Computer-assisted detection of pulmonary embolism: performance evaluation in consensus with experienced and inexperienced chest radiologists

Affiliations
Controlled Clinical Trial

Computer-assisted detection of pulmonary embolism: performance evaluation in consensus with experienced and inexperienced chest radiologists

Christoph Engelke et al. Eur Radiol. 2008 Feb.

Abstract

The value of a computer-aided detection tool (CAD) as second reader in combination with experienced and inexperienced radiologists for the diagnosis of acute pulmonary embolism (PE) was assessed prospectively. Computed tomographic angiography (CTA) scans (64 x 0.6 mm collimation; 61.4 mm/rot table feed) of 56 patients (31 women, 34-89 years, mean = 66 years) with suspected PE were analysed by two experienced (R1, R2) and two inexperienced (R3, R4) radiologists for the presence and distribution of emboli using a five-point confidence rating, and by CAD. Informed consent was obtained from all patients. Results were compared with an independent reference standard. Inter-observer agreement was calculated by kappa, confidence assessed by ROC analysis. A total of 1,116 emboli [within mediastinal (n = 72), lobar (n = 133), segmental (n = 465) and subsegmental arteries (n = 455)] were included. CAD detected 343 emboli (sensitivity = 30.74%, correct-positive rate = 6.13/patient; false-positive rate = 4.1/patient). Inter-observer agreement was good (R1, R2: kappa = 0.84, 95% CI = 0.81-0.87; R3, R4: kappa = 0.79, 95% CI = 0.76-0.81). Extended inter-observer agreement was higher in mediastinal and lobar than in segmental and subsegmental arteries (kappa = 0.84-0.86 and kappa = 0.51-0.58 for mediastinal/lobar and segmental/subsegmental arteries, respectively P < 0.05). Agreement between experienced and inexperienced readers was improved by CAD (kappa = 0.60-0.62 and kappa = 0.69-0.72 before and after CAD consensus, respectively P < 0.05). The experienced outperformed the inexperienced readers (Az = 0.95, 0.93, 0.89 and 0.86 for R1-4, respectively, P < 0.05). CAD significantly improved overall performances of readers 3 and 4 (Az = 0.86 for R3, R4 and Az = 0.89 for R3, R4 with CAD, P < 0.05), by enhancing sensitivities in segmental/subsegmental arteries.
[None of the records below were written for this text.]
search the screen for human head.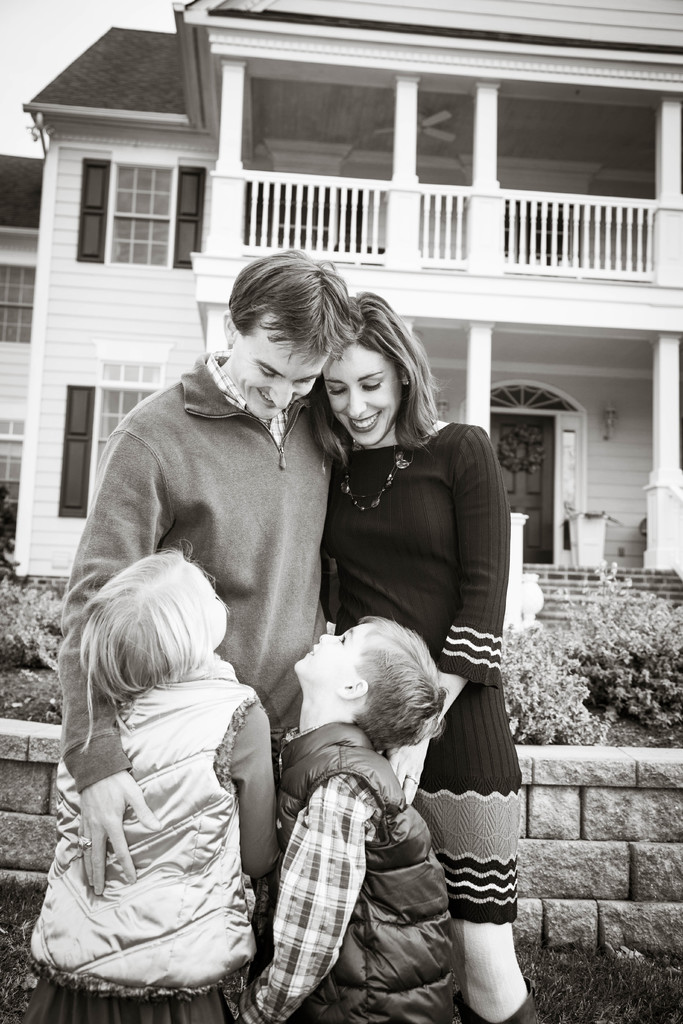
Found at rect(218, 243, 358, 419).
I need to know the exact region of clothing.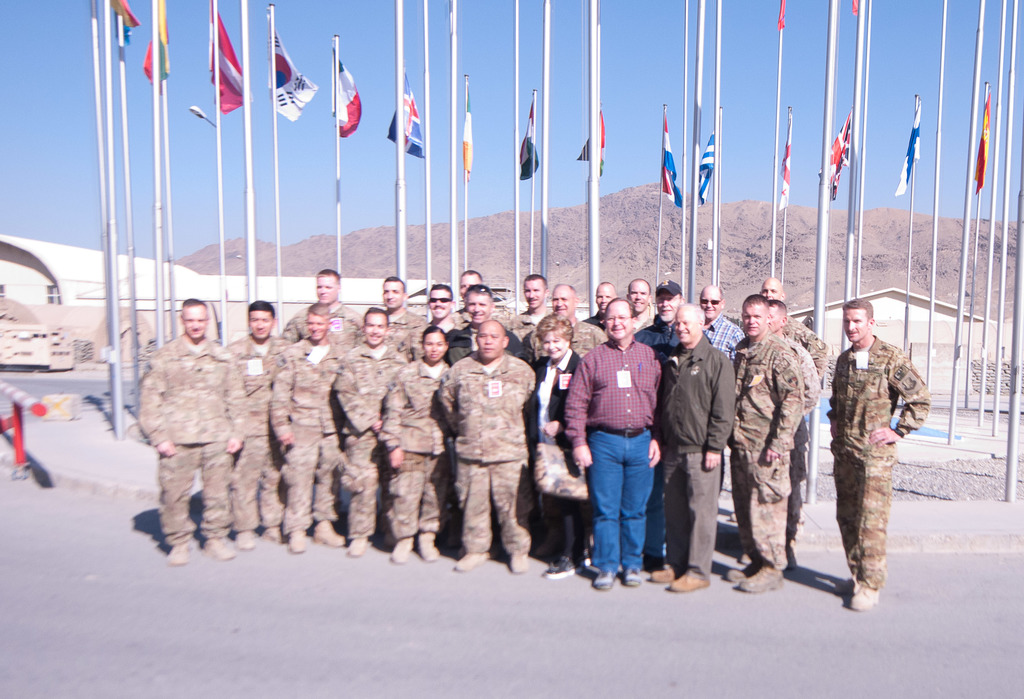
Region: {"left": 826, "top": 344, "right": 929, "bottom": 595}.
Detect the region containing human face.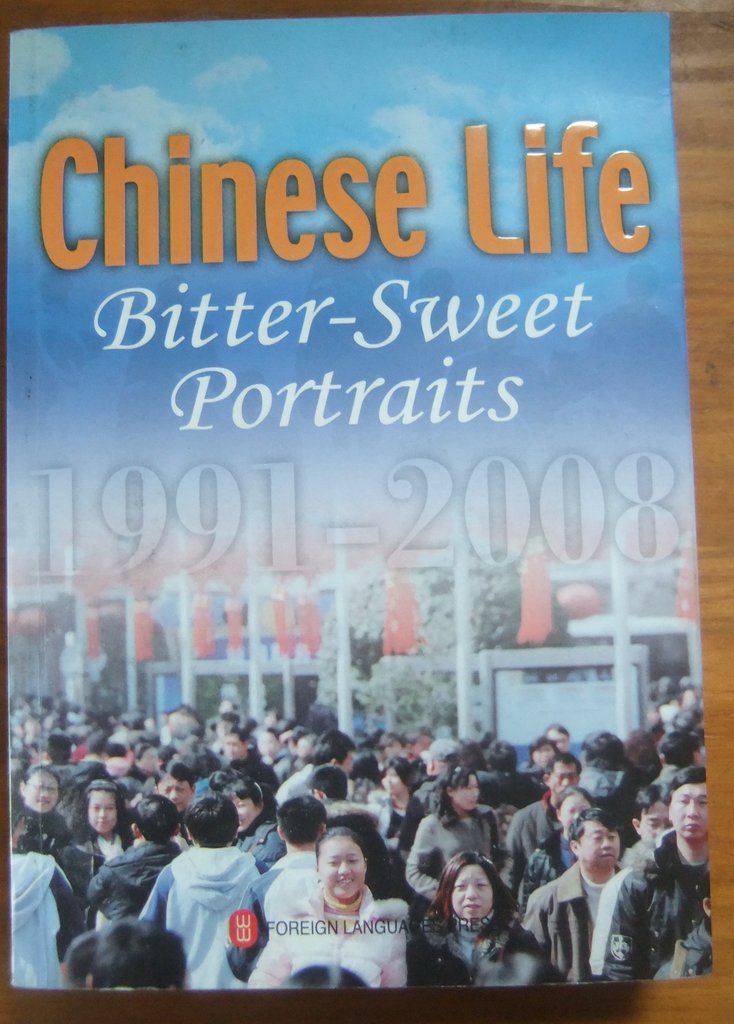
<bbox>576, 820, 621, 870</bbox>.
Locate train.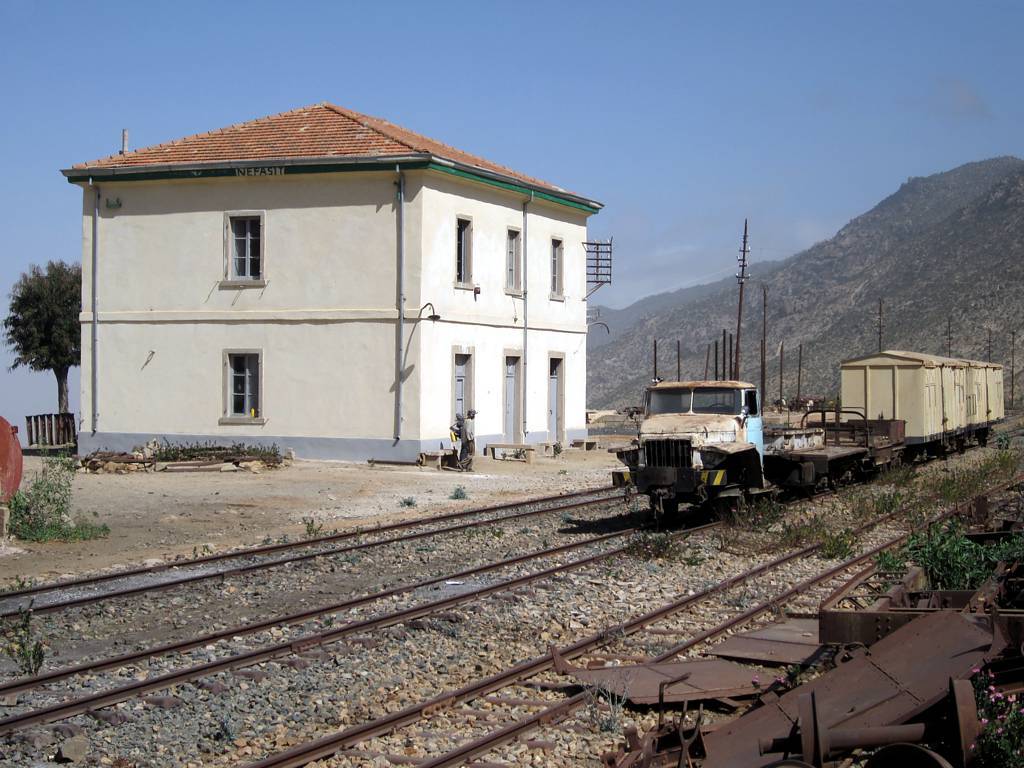
Bounding box: (x1=612, y1=348, x2=1005, y2=523).
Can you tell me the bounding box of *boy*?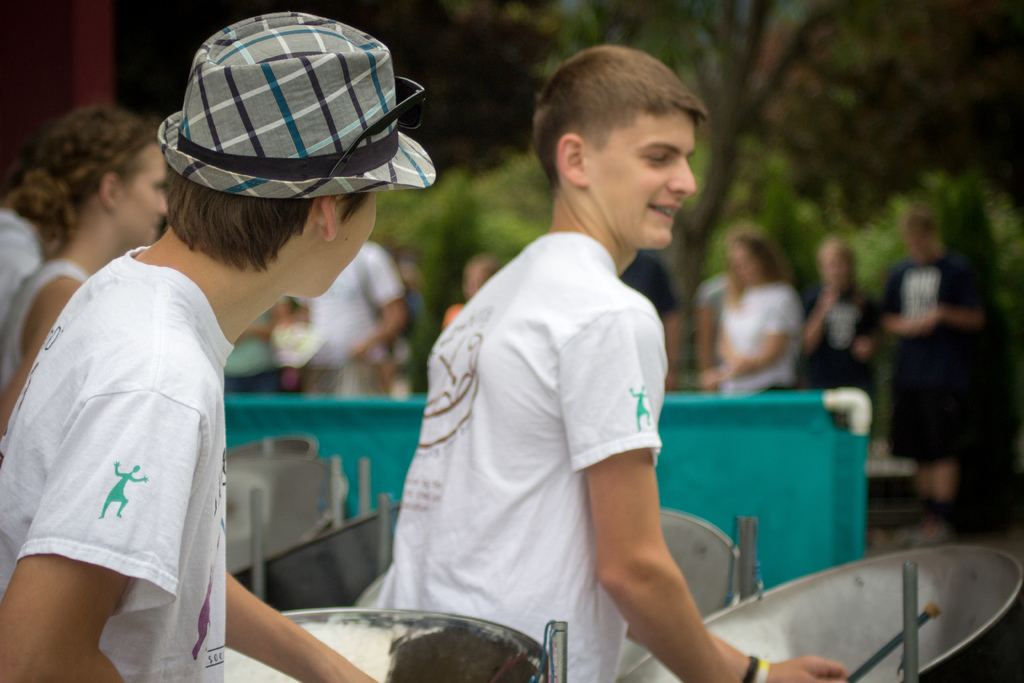
[x1=381, y1=45, x2=847, y2=682].
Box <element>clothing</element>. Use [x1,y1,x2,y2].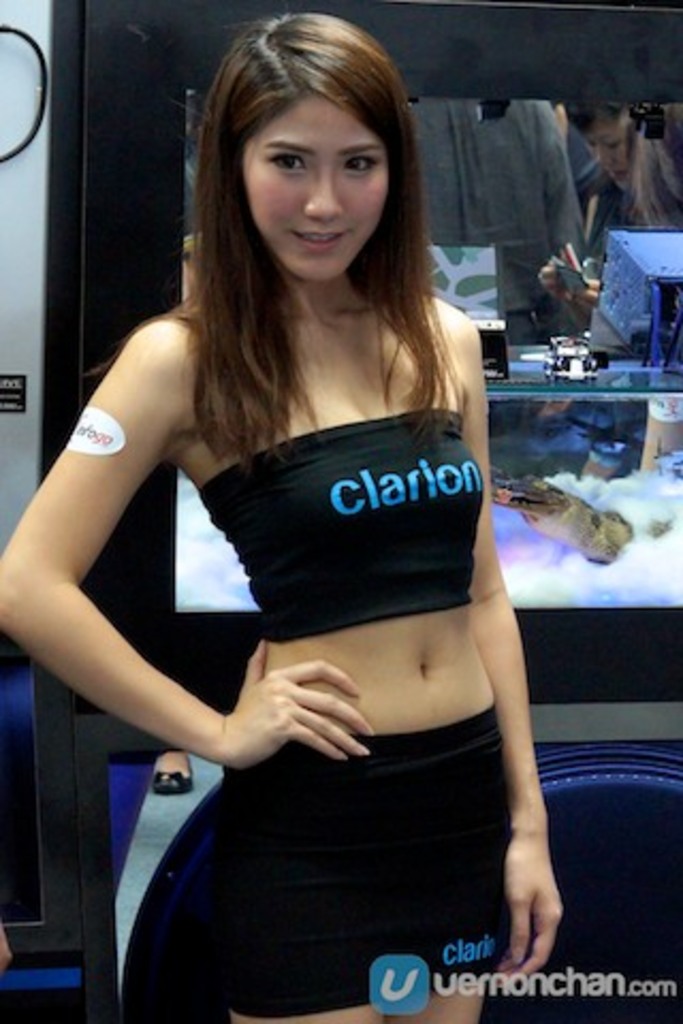
[175,405,491,653].
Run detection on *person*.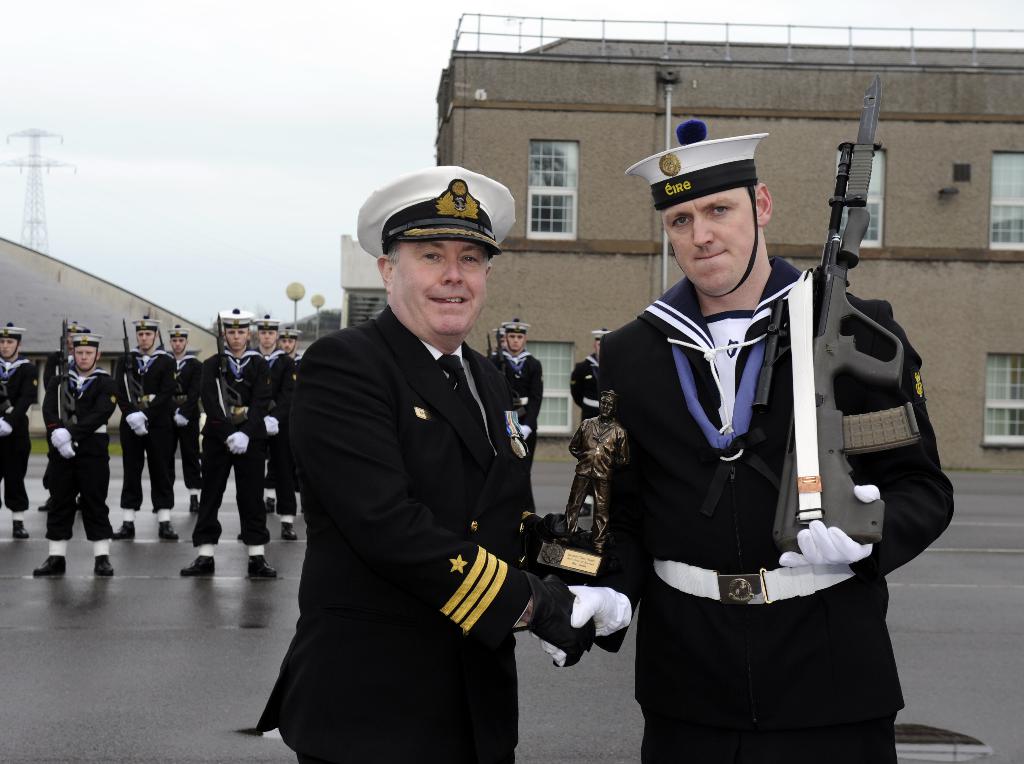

CAD improved experienced readers' sensitivities in segmental/subsegmental arteries (sens. = 0.93 and 0.90 for R1, R2 before and 0.97 and 0.94 for R1, R2 after CAD consensus, P < 0.05), without significant improvement of their overall performances (P > 0.05). Particularly inexperienced readers benefit from consensus with CAD data, greatly improving detection of segmental and subsegmental emboli. This system is advocated as a second reader.